Plastic worms helped revolutionize bass fishing
By Walt Young
For the Mirror
Because our region is blessed with an abundance of great trout waters, many anglers from this area tend to forget the most popular gamefish in this country is the largemouth bass. Not only are largemouths found in every state, but it’s also quite possible that more lures have been designed to catch them than all those for all other species of freshwater fish combined.
I would never be so presumptuous as to suggest which of those countless creations is the best bass lure. I am sure of the lure that hooked me on bass fishing more than fifty years ago continues to be among the deadliest and most versatile lures a bass angler can cast in any water where bass are found, during any season of the year. That is the plastic worm.
Patent records reveal that as early as the 1860s artificial worms were made from the rubber compounds available in that era. Those crude imitations never really caught on, however. The development of the plastic worm as we know it today came much later, beginning with the discovery of flexible vinyl in the 1930s.
By the early 1950s, several individual lure makers were each making their own versions of soft, durable plastic worms. Some were even impregnated with scents like anise or cheese to make them more appealing to the bass. Most important, those creations really caught fish, but often their popularity tended to be regional. One worm maker back then gave away his worms for a while, just to get anglers to try the lures.
The uncanny effectiveness of the plastic worm didn’t stay a secret for long, however, and by the 1960s, plastic worms had achieved a prominent place in the tackle boxes of knowledgeable bass anglers around the country. Most of the worms being used back then were molded to look like facsimiles of a night crawler, although they were produced in some outlandish but fish-producing colors like purple, black, red or blue. And 54 years ago, a blue plastic worm help to launch an event that would change bass fishing forever.
On June 6, 1967, 106 fishermen paid $100 each to fish in the All-American Bass Tournament on Beaver Lake in northwest Arkansas. That event was the brainchild of Ray Scott, a 33-year-old insurance salesman from Montgomery, Alabama. One of the entrants in that contest was a 25-year-old furniture salesman from Memphis, Tennessee, named Bill Dance. Today, both those men are legends in the world of bass fishing.
The success of that first bass tournament allowed Scott to leave the insurance industry and become the founder of the international fishing organization we know today as BASS. It also launched the phenomenon of organized bass-fishing tournaments and professional bass fishermen.
Although Dance finished second to fellow Tennessean Stan Sloan in Scott’s inaugural tournament, he went on to be one of the first stars on the tournament trail, and that success led to a long career as a TV fishing show host, making him one of the most well-known anglers in the world. But many folks don’t realize that Dance holds the unique distinction of catching the first bass in that first bass tournament, and he did it on the very first cast.
Dance had a 60-horsepower engine on his boat, which in those days was considerably larger than what most anglers used. At the starting gun on the first morning of the tournament, Dance left the pack in his wake and was at his chosen fishing spot in just a few minutes. He hooked and landed a 2¢-pound bass on his first cast while watching the rest of his fellow competitors motor by. And his lure of choice for that historic catch was a 7™-inch, blue Fliptail worm.
The interest in tournament bass fishing revolutionized the sport with tremendous advances in equipment and fishing techniques that have ultimately benefited all anglers. It wasn’t long before plastic worms were transformed from simple night crawler look-alikes into all sorts of slinky creations in every size and color combination imaginable and then some. They are also relatively inexpensive lures, allowing even the casual fisherman to carry a good selection of styles and colors in his tackle bag.
There are almost as many ways to fish plastic worms as there are brands of worms on the shelves, but these baits are most effective as probing lures, fished in, around and through cover and structure where fish are holding. One of the most basic and deadly ways to fish plastic worms is rigged Texas-style, using a special worm hook with an offset bend and a bullet-shaped slip sinker. Because the hook point is completely hidden in the body of the worm, this rig can be fished in thick weeds, brush and other nasty stuff that would be impossible to penetrate with virtually any other type of bait.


_INSTRUCTIONS TO FOLLOW_. The answer must be the lines from the one that holds "Show me car." through the final line of the data, copied exactly, with no pictures.

_Stored data entries_.
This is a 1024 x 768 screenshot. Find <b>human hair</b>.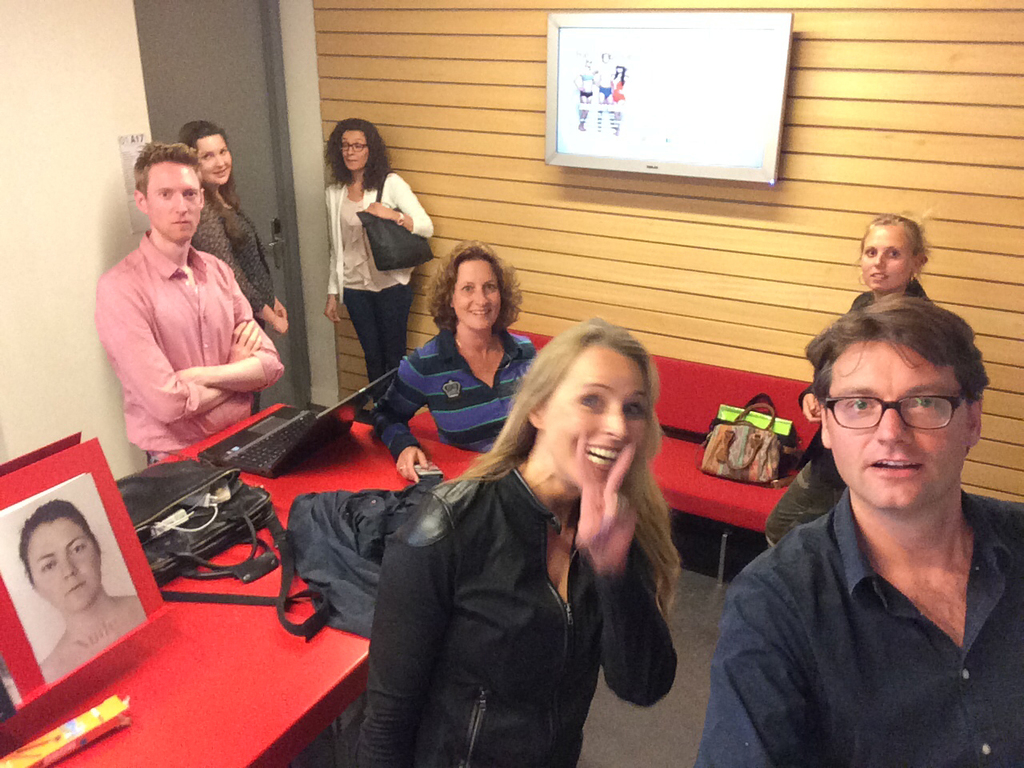
Bounding box: Rect(174, 120, 246, 232).
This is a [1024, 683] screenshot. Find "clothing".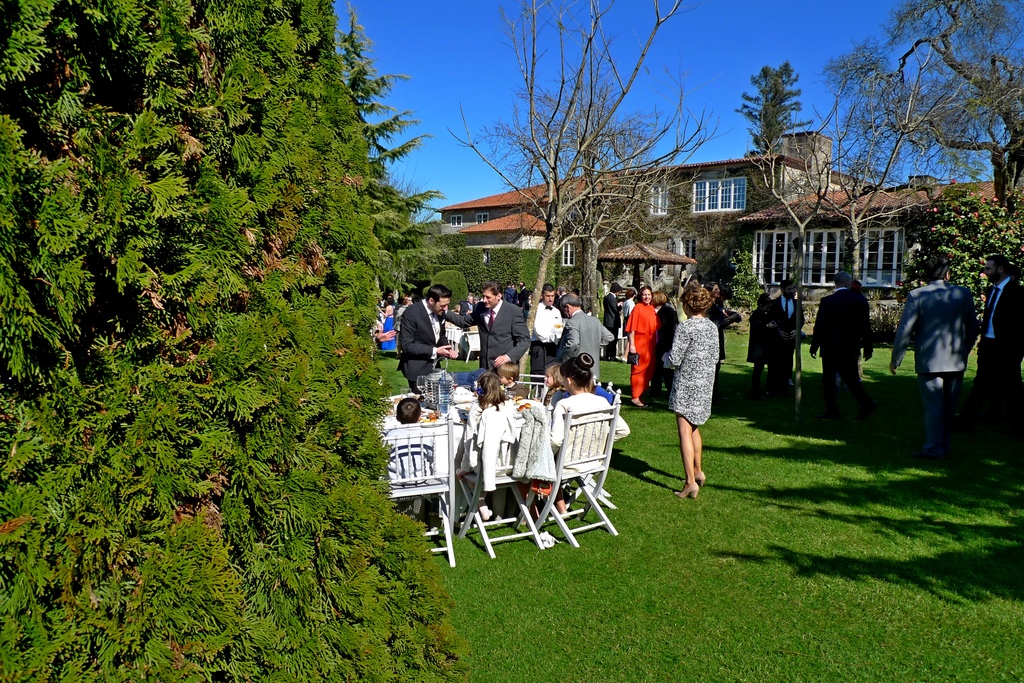
Bounding box: (left=671, top=313, right=724, bottom=456).
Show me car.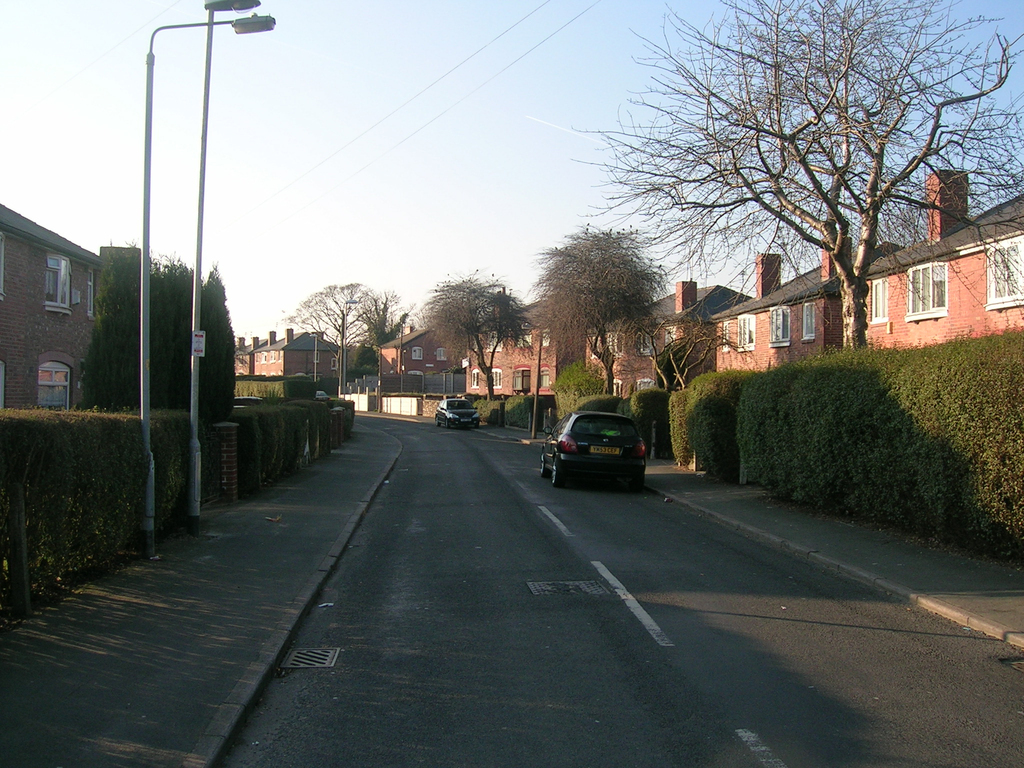
car is here: select_region(538, 412, 646, 486).
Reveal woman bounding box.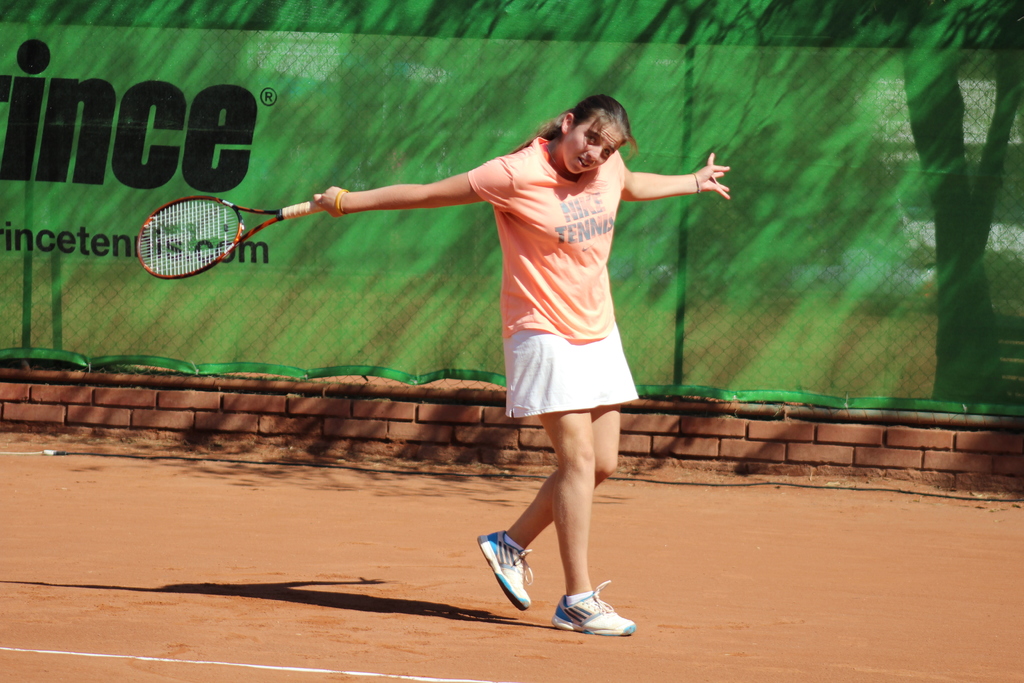
Revealed: 340/90/723/523.
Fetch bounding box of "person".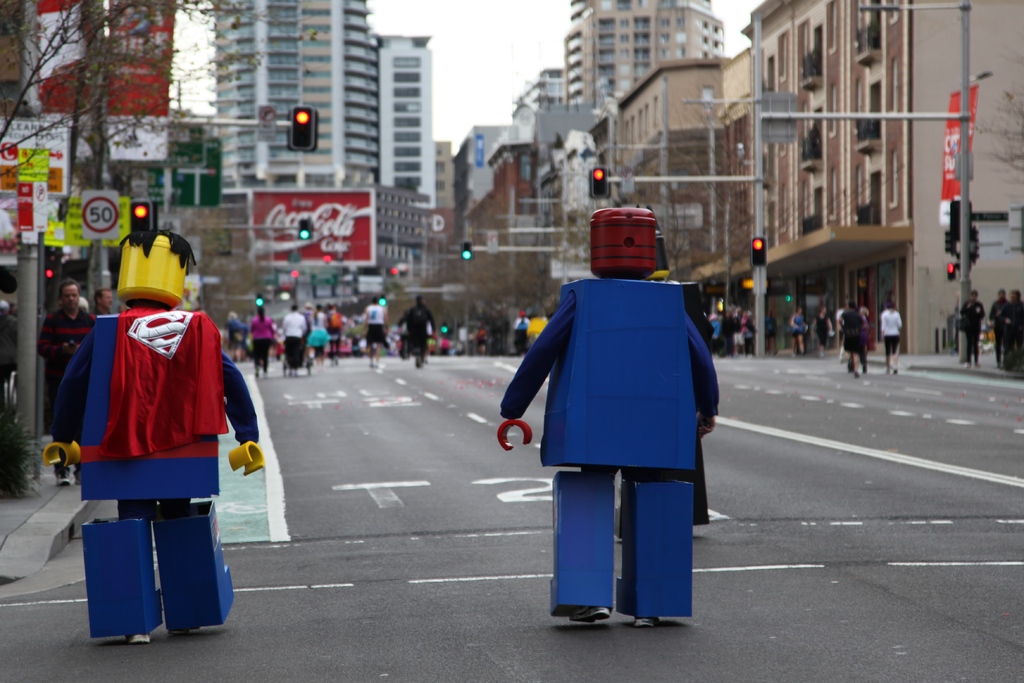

_RESPONSE TO THE TASK_.
Show me car.
car is here: select_region(538, 412, 646, 486).
Reveal woman bounding box.
Revealed: 340/90/723/523.
Fetch bounding box of "person".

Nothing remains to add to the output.